So Long, Spring, ‘Till Next Time

Spring officially ends June 19th this year. It’s always a little sad saying goodbye, watching nature’s exuberant bursts of growth and color wane during the hotter and drier months of summer.

Where I live, at 4,000 feet in the mountains of central Idaho, spring starts arriving in April and doesn’t really gain steam until May when the snow finally melts off and the meadows and forest undergrowth become bright with new green growth, wildflowers blooming everywhere. The peak time for wildflowers at this elevation is late May, early June, just in time to welcome the summer solstice on June 20th.

forest wildflowers
dog rolling on grass
Finn easily makes the transition from rolling on snow in the yard to rolling on mowed grass, May 17, 2020.

To usher spring on its way, thankful for all the beauty it has given me this year – a year with novel challenges when we could all use some calming distractions from the extra stresses of daily life – I offer some quotes and photos, hoping they bring a small measure of joy as we head into summer.

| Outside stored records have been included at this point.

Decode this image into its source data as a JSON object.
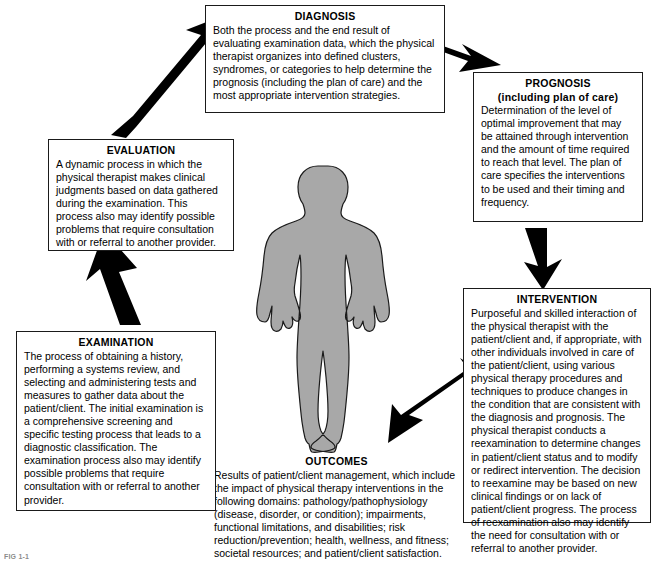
{
  "diagram": {
    "type": "cycle-flow-diagram",
    "title_caption": "FIG 1-1",
    "colors": {
      "body_figure_fill": "#a8a8a8",
      "body_figure_stroke": "#1a1a1a",
      "arrow_fill": "#000000",
      "box_border": "#1a1a1a",
      "background": "#ffffff"
    },
    "center_figure": {
      "name": "human-body-silhouette",
      "label": "patient/client body figure"
    },
    "nodes": [
      {
        "id": "diagnosis",
        "title": "DIAGNOSIS",
        "subtitle": "",
        "body": "Both the process and the end result of evaluating examination data, which the physical therapist organizes into defined clusters, syndromes, or categories to help determine the prognosis (including the plan of care) and the most appropriate intervention strategies.",
        "boxed": true
      },
      {
        "id": "prognosis",
        "title": "PROGNOSIS",
        "subtitle": "(including plan of care)",
        "body": "Determination of the level of optimal improvement that may be attained through intervention and the amount of time required to reach that level. The plan of care specifies the interventions to be used and their timing and frequency.",
        "boxed": true
      },
      {
        "id": "intervention",
        "title": "INTERVENTION",
        "subtitle": "",
        "body": "Purposeful and skilled interaction of the physical therapist with the patient/client and, if appropriate, with other individuals involved in care of the patient/client, using various physical therapy procedures and techniques to produce changes in the condition that are consistent with the diagnosis and prognosis. The physical therapist conducts a reexamination to determine changes in patient/client status and to modify or redirect intervention. The decision to reexamine may be based on new clinical findings or on lack of patient/client progress. The process of reexamination also may identify the need for consultation with or referral to another provider.",
        "boxed": true
      },
      {
        "id": "outcomes",
        "title": "OUTCOMES",
        "subtitle": "",
        "body": "Results of patient/client management, which include the impact of physical therapy interventions in the following domains: pathology/pathophysiology (disease, disorder, or condition); impairments, functional limitations, and disabilities; risk reduction/prevention; health, wellness, and fitness; societal resources; and patient/client satisfaction.",
        "boxed": false
      },
      {
        "id": "examination",
        "title": "EXAMINATION",
        "subtitle": "",
        "body": "The process of obtaining a history, performing a systems review, and selecting and administering tests and measures to gather data about the patient/client. The initial examination is a comprehensive screening and specific testing process that leads to a diagnostic classification. The examination process also may identify possible problems that require consultation with or referral to another provider.",
        "boxed": true
      },
      {
        "id": "evaluation",
        "title": "EVALUATION",
        "subtitle": "",
        "body": "A dynamic process in which the physical therapist makes clinical judgments based on data gathered during the examination. This process also may identify possible problems that require consultation with or referral to another provider.",
        "boxed": true
      }
    ],
    "arrows": [
      {
        "id": "arrow-examination-to-evaluation",
        "from": "examination",
        "to": "evaluation",
        "direction": "up"
      },
      {
        "id": "arrow-evaluation-to-diagnosis",
        "from": "evaluation",
        "to": "diagnosis",
        "direction": "up-right"
      },
      {
        "id": "arrow-diagnosis-to-prognosis",
        "from": "diagnosis",
        "to": "prognosis",
        "direction": "down-right"
      },
      {
        "id": "arrow-prognosis-to-intervention",
        "from": "prognosis",
        "to": "intervention",
        "direction": "down"
      },
      {
        "id": "arrow-intervention-to-outcomes",
        "from": "intervention",
        "to": "outcomes",
        "direction": "down-left"
      }
    ]
  }
}
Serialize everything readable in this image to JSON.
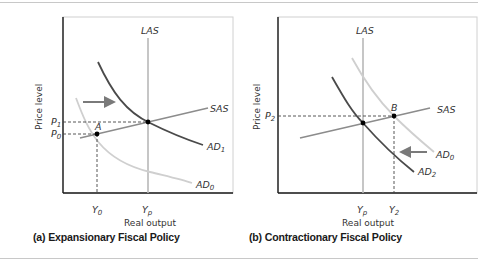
{
  "panels": [
    {
      "id": "a",
      "caption": "(a)  Expansionary Fiscal Policy",
      "y_axis_label": "Price level",
      "x_axis_label": "Real output",
      "curves": {
        "las": "LAS",
        "sas": "SAS",
        "ad_new": {
          "base": "AD",
          "sub": "1"
        },
        "ad_old": {
          "base": "AD",
          "sub": "0"
        }
      },
      "y_ticks": [
        {
          "base": "P",
          "sub": "1"
        },
        {
          "base": "P",
          "sub": "0"
        }
      ],
      "x_ticks": [
        {
          "base": "Y",
          "sub": "0"
        },
        {
          "base": "Y",
          "sub": "p"
        }
      ],
      "points": [
        "A"
      ],
      "shift_direction": "right"
    },
    {
      "id": "b",
      "caption": "(b)  Contractionary Fiscal Policy",
      "y_axis_label": "Price level",
      "x_axis_label": "Real output",
      "curves": {
        "las": "LAS",
        "sas": "SAS",
        "ad_old": {
          "base": "AD",
          "sub": "0"
        },
        "ad_new": {
          "base": "AD",
          "sub": "2"
        }
      },
      "y_ticks": [
        {
          "base": "P",
          "sub": "2"
        }
      ],
      "x_ticks": [
        {
          "base": "Y",
          "sub": "p"
        },
        {
          "base": "Y",
          "sub": "2"
        }
      ],
      "points": [
        "B"
      ],
      "shift_direction": "left"
    }
  ],
  "colors": {
    "axis": "#1a1a1a",
    "las": "#b8b8b8",
    "sas": "#8c8c8c",
    "ad_dark": "#4a4a4a",
    "ad_light": "#cfcfcf",
    "arrow": "#7a7a7a",
    "dash": "#444444"
  }
}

Spring: a lovely reminder of how beautiful change can truly be.

Anonymous

Spring unlocks the flowers to paint the laughing soil.

Bishop Reginald Heber
wildflowers, trail, dog
June 10, 2020, Jacob’s Ladder wildflowers alongside the trail.

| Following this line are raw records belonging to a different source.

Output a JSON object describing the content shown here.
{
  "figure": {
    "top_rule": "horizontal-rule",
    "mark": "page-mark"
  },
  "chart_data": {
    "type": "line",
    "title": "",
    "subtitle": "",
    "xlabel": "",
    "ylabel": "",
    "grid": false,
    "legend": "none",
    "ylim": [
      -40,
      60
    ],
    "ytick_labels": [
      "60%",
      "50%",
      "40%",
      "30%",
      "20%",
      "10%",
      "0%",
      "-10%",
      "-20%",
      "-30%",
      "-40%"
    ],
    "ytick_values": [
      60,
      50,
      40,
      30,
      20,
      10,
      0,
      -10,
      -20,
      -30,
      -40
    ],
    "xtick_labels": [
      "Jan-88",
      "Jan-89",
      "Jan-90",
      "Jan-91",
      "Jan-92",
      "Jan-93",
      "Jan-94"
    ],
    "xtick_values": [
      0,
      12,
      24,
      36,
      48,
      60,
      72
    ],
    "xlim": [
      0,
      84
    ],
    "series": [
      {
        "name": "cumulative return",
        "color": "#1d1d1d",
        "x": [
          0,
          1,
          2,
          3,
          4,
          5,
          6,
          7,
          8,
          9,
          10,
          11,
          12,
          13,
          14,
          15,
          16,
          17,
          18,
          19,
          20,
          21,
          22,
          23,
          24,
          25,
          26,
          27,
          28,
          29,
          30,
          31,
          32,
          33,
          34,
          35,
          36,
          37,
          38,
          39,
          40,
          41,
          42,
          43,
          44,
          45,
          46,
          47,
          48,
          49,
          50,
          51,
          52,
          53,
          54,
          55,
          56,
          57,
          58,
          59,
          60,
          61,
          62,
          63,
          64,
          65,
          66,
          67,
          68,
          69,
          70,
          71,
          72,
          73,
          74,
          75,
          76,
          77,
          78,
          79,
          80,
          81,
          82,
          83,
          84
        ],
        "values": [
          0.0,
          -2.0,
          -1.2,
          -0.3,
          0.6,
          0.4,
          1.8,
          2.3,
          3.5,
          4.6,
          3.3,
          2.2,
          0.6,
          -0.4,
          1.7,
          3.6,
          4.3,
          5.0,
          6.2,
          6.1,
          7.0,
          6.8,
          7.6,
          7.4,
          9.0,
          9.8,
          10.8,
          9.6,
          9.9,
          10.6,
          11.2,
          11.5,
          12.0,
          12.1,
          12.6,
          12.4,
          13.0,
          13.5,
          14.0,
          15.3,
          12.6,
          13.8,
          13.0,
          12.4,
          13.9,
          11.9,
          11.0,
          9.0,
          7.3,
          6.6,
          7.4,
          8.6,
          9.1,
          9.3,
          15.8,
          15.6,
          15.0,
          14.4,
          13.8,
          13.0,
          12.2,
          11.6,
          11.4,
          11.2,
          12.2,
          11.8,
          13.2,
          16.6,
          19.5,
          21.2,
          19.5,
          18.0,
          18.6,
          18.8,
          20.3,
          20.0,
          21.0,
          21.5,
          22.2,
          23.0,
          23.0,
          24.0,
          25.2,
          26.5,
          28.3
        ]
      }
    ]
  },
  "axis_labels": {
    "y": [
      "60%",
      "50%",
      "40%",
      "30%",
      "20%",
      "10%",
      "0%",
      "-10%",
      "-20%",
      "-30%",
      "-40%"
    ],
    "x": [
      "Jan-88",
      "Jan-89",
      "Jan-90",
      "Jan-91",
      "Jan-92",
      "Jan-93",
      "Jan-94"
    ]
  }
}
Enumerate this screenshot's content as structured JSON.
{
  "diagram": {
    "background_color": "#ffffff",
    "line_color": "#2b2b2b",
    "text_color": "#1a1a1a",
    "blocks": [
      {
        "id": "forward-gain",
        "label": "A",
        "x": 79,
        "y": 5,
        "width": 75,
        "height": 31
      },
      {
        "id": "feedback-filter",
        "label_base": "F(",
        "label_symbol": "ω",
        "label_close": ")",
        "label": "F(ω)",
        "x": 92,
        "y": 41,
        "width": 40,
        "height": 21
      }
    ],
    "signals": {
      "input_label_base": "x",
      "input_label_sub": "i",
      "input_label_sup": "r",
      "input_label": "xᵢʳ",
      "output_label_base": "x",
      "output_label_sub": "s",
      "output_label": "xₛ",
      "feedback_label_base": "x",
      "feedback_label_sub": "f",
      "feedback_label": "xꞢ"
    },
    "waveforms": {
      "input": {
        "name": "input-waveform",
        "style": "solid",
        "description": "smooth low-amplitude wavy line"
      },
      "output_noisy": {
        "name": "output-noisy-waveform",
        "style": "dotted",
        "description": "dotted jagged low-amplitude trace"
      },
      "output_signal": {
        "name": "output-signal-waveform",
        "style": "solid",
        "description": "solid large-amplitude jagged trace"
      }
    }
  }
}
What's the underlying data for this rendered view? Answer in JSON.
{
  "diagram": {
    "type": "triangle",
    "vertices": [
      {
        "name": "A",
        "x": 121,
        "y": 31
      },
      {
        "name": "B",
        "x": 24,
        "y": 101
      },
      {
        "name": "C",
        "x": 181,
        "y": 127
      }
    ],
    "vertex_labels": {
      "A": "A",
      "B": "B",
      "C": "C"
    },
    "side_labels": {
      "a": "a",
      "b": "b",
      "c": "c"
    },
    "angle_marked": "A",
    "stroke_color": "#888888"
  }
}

Every spring is the only spring, a perpetual astonishment.

Ellis Peters

Spring is nature’s way of saying, “Let’s Party!”

Robin Williams
forest, wildflowers
Sunflowers, Indian paintbrush and lupine partying on a forest hillside, June 11, 2020

Now every field is clothed with grass, and every tree with leaves; now the woods put forth their blossoms, and the year assumes its gay attire.

Virgil

Spring drew on…and a greenness grew over those brown beds, which, freshening daily, suggested the thought that Hope traversed them at night, and left each morning brighter traces of her steps.

Charlotte Brontë
trillium
Hopeful trillium alongside a tree-shadowed forest trail, June 5, 2020.

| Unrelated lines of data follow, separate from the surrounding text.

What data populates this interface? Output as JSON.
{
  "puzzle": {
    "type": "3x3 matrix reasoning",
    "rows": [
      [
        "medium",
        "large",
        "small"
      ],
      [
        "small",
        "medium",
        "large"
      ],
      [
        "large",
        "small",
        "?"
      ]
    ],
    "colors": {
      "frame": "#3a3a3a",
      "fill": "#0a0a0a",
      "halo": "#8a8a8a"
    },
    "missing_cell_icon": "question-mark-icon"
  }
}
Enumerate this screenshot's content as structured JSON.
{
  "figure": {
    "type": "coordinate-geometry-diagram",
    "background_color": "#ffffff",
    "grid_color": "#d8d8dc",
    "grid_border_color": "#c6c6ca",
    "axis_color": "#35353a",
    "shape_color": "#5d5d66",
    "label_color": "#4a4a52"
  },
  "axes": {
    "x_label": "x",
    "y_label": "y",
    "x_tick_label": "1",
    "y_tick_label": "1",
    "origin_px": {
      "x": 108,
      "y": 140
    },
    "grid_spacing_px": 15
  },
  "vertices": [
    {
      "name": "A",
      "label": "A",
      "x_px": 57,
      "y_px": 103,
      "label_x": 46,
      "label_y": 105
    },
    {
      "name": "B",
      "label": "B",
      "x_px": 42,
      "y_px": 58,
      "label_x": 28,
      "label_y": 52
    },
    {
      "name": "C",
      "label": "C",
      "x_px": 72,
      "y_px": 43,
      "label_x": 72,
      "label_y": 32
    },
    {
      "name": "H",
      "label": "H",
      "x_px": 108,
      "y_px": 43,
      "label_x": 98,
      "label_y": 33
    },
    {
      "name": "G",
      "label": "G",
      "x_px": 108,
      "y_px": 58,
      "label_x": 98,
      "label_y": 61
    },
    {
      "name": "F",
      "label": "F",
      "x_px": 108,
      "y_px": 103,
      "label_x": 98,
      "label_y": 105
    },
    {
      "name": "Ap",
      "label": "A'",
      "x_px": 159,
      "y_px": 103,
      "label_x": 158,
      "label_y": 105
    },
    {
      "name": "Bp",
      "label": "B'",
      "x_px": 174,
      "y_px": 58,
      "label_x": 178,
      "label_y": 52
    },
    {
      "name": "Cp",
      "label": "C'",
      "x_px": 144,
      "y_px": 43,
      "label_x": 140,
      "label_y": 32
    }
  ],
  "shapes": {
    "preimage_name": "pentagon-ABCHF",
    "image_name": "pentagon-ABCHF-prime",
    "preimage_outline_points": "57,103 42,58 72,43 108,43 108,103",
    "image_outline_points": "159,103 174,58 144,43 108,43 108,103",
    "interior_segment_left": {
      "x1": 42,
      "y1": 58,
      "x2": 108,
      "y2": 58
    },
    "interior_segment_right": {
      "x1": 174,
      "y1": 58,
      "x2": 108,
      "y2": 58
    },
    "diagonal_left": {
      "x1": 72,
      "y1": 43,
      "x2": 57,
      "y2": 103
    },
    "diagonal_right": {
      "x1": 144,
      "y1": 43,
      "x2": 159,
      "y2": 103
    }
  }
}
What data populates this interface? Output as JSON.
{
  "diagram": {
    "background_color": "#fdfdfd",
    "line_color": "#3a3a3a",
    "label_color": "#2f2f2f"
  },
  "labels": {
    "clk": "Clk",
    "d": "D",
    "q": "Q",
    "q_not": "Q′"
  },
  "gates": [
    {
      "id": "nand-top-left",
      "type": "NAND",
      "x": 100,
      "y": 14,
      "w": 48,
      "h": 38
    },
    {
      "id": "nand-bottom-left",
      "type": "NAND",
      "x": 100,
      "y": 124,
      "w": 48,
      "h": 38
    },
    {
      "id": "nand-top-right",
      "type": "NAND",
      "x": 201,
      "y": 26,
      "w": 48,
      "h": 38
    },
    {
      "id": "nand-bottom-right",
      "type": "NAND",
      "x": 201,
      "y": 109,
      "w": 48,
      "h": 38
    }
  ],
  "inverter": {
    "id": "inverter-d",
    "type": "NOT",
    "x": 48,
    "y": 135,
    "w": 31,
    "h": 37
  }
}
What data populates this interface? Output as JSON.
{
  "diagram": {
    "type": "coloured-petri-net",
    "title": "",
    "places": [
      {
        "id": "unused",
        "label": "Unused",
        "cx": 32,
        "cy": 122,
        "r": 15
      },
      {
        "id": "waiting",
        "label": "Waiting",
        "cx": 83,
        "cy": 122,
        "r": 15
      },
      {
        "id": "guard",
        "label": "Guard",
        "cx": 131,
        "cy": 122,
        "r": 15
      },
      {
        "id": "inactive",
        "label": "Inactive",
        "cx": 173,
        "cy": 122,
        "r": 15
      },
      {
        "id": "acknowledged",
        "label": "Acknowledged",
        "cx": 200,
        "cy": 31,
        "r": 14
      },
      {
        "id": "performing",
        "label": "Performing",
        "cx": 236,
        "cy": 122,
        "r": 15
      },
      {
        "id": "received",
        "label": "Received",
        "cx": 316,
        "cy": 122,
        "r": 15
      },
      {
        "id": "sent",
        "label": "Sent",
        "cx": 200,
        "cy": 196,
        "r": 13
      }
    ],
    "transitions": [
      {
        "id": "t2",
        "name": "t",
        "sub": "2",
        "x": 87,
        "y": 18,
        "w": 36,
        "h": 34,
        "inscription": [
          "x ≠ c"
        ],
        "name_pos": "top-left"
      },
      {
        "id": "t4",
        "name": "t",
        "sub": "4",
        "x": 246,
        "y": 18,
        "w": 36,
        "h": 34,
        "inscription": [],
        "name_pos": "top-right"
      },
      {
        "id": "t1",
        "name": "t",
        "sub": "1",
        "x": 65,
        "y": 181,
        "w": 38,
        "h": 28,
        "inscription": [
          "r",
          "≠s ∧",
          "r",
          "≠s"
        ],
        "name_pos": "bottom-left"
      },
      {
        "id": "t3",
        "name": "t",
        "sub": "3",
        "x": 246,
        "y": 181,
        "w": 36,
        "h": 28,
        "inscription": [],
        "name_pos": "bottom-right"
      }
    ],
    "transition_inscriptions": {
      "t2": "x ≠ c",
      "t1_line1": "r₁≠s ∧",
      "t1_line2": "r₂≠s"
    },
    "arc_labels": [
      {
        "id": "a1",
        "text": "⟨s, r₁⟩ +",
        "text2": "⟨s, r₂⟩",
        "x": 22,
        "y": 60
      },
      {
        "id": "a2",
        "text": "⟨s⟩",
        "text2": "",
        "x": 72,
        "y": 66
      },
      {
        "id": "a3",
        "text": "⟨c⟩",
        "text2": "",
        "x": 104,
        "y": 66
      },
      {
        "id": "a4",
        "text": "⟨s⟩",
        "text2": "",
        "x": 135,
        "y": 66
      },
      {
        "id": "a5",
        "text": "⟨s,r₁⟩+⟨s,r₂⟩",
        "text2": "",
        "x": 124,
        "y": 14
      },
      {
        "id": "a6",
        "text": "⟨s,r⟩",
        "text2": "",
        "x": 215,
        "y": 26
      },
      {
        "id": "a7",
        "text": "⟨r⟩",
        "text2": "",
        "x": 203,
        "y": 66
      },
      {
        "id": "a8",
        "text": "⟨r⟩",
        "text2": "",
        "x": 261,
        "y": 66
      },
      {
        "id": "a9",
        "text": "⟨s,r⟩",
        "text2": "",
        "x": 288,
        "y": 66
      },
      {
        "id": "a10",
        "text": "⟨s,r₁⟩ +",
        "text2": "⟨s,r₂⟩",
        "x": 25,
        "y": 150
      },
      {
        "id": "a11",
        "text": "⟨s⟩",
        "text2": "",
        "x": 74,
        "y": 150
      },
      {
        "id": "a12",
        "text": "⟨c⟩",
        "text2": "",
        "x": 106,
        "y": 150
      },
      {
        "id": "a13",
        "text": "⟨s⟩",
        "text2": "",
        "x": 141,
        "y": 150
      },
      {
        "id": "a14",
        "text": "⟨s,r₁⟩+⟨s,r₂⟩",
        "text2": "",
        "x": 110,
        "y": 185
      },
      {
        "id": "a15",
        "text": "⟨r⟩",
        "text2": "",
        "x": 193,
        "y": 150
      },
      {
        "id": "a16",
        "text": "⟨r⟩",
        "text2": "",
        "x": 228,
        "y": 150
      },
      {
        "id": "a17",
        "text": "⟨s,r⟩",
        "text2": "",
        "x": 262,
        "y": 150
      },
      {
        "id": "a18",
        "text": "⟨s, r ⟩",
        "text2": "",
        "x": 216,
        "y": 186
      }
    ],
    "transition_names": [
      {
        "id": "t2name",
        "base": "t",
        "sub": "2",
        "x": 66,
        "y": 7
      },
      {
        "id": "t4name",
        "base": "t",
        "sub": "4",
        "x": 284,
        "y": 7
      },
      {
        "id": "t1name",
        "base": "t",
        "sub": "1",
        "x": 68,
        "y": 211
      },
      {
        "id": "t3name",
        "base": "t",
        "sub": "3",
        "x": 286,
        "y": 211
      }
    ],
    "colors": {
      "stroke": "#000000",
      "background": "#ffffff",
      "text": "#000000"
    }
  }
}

I will be the gladdest thing under the sun! I will touch a hundred flowers and not pick one.

Edna St. Vincent Millay

There is poetry among the wildflowers.

Rachel Irene Stevenson

Spring work is going on with joyful enthusiasm.

John Muir
trees, dogs, elk
Spring’s work provides abundant plant growth that sustain wildlife. See the elk in the distance, cautiously watching us? June 9, 2020.

Spring is fickle in the mountains. It often snows in June, as it did this year, providing the unique (if brief – the snow melts off quickly) contrast of fresh white snow alongside bright, new green growth on the forest floor.

trees, snow, dogs
Is it spring, or winter? June 8, 2020.

No matter how chaotic it is, wildflowers will still spring up in the middle of nowhere.

Sheryl Crow
wildflowers in snow
Heartleaf arnica shivering through a late-spring snow, June 8, 2020.

One of the many things I love about living in Idaho’s Salmon River Mountains is that the vast forested landscape provides an almost endless spring. After most of the wildflowers at lower elevations finish their blooms, those a thousand feet higher are just getting started. With easy access to trails at elevations between 4,000-8,400 feet, I can keep chasing the snow melt – and arrival of spring flowers – through July.

wildflowers, trees
Glacier lilies and Springbeauties – two early harbingers of spring – covering a meadow at 7,000 feet in mid-June, 2018, appearing there long after they’ve bloomed and disappeared below 5,000 feet.

I’ll end with a quote offering advice from someone who, though complicated and known as a rabble-rouser, loved the environment deeply, advocating for its preservation and protection.

Do not burn yourself out. Be as I am—a reluctant enthusiast…a part-time crusader, a half-hearted fanatic. Save the other half of yourselves and your lives for pleasure and adventure. It is not enough to fight for the land; it is even more important to enjoy it. While you can. While it is still there.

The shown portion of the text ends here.